To the Memory of THOMAS TIPPER, who departed
this life May the 14th, 1785, aged 54 years.
Reader, with kind regret the grave survey,
Nor heedless pass where Tipper's ashes lay.
Honest he was, ingeuuous, blunt, and kind,
And dared to do what few dare-speak his mind.
Philosophy and history well he knew,
Was versed in physic and in surgery too.
The best old Stingo he both brewed and sold,
Nor did one knavish act to gain his gold.

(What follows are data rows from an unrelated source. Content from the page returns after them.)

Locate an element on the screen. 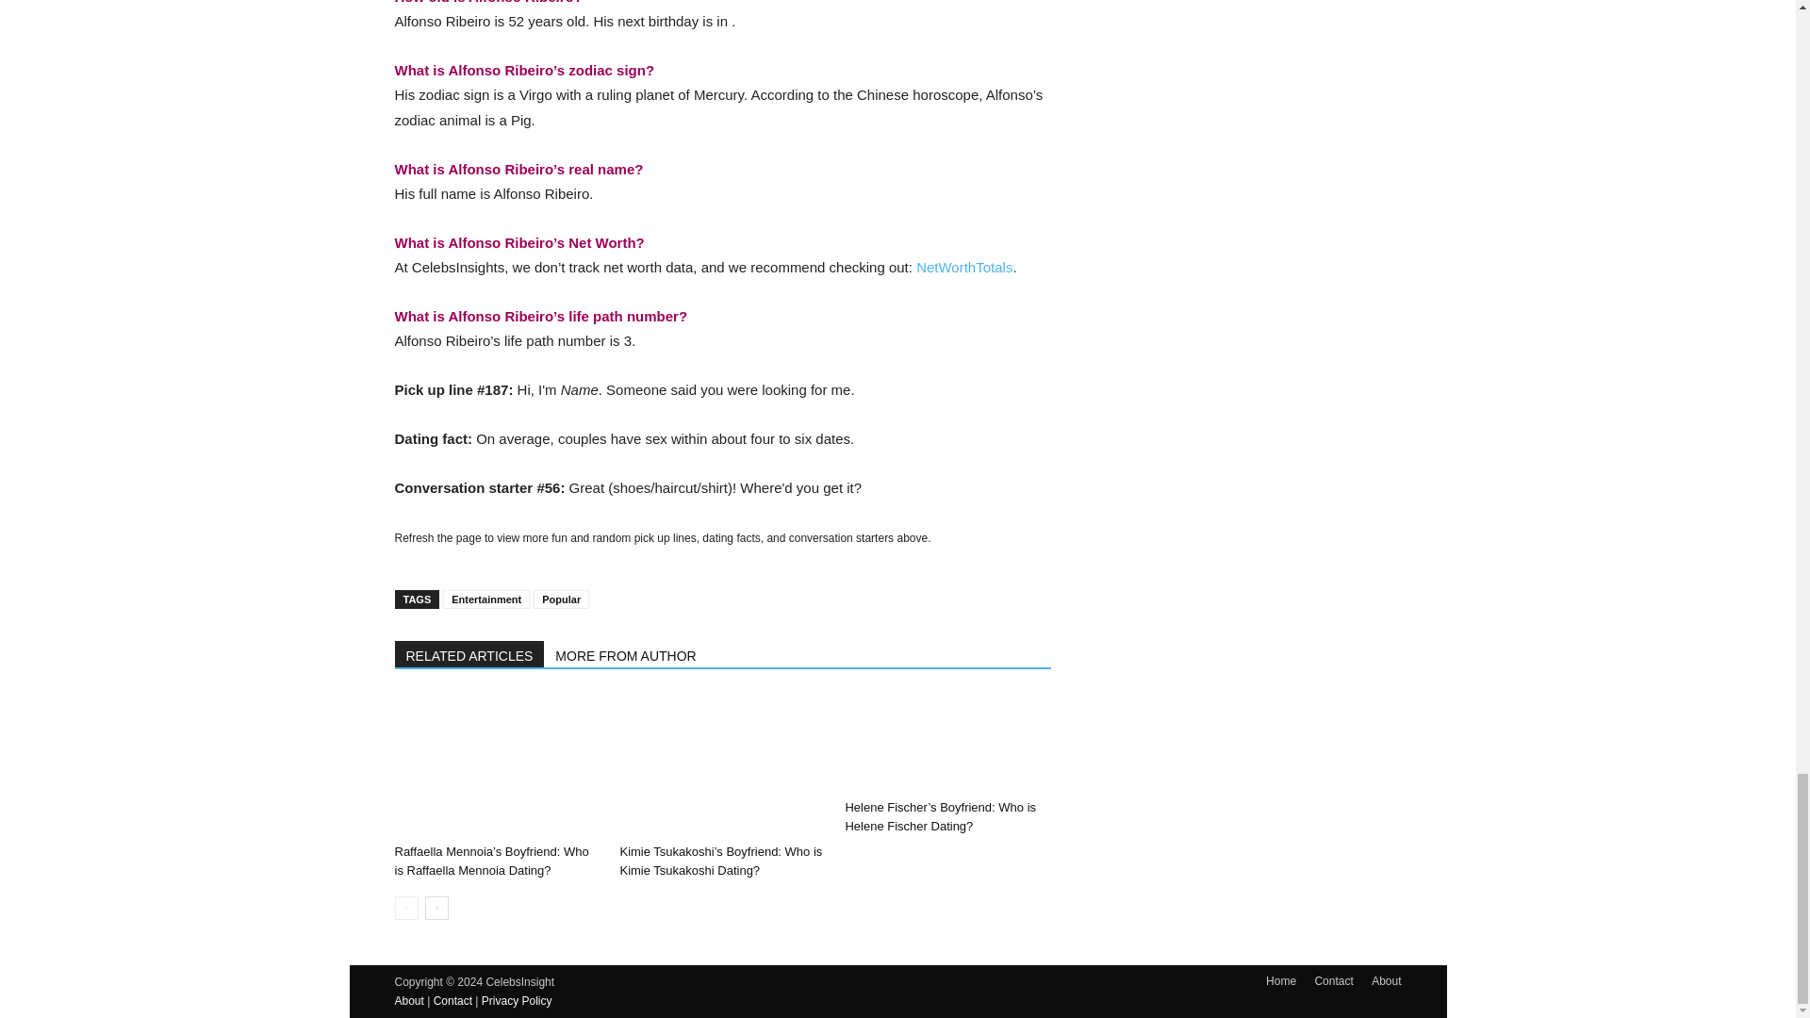 The image size is (1810, 1018). About is located at coordinates (409, 1001).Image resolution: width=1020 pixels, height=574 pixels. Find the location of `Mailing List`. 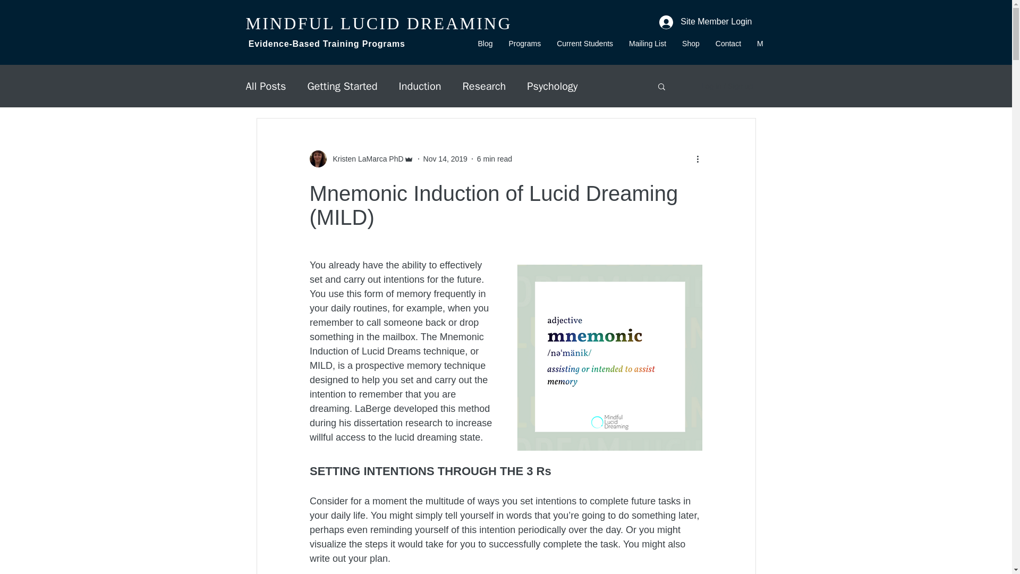

Mailing List is located at coordinates (647, 46).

He played through life a varied comic part
And knew immortal Hudibras by heart.
Reader, in real truth such was the man,
Be better, wiser, laugh more if you can.

English chieftain for centuries before the
mound on which it stood was crested with
a wall of masonry or crowned with a keep
after the Norman pattern. What we now
call Bramber Castle is only the ruined
keep of the great fortress which was con-
structed to guard the pass, four miles long
by half a mile wide, through which the
Adur makes its way to the sea at Shore-
ham. The platform rose one hundred and
twenty feet above the river, and was
scarped down the sides so as to form a
rounded area five hundred and sixty feet
north and south by two hundred and eighty
feet east and west. The ditch at the
counterscarp level was one hundred feet
broad. Before the invention of gunpow-
der the place must have been practically
impregnable by assault. Who threw up
this mighty earthwork? Who and when?
The Normans found it where it is. It
was a castle when William landed, and
Earl Guerd was its lord in the Confessor's
time. There are, however, no signs of the
Romans having meddled with it or cared
for it, though the raised causeway that
crosses the valley, formerly flooded by the
sea, marks the course of a Roman road.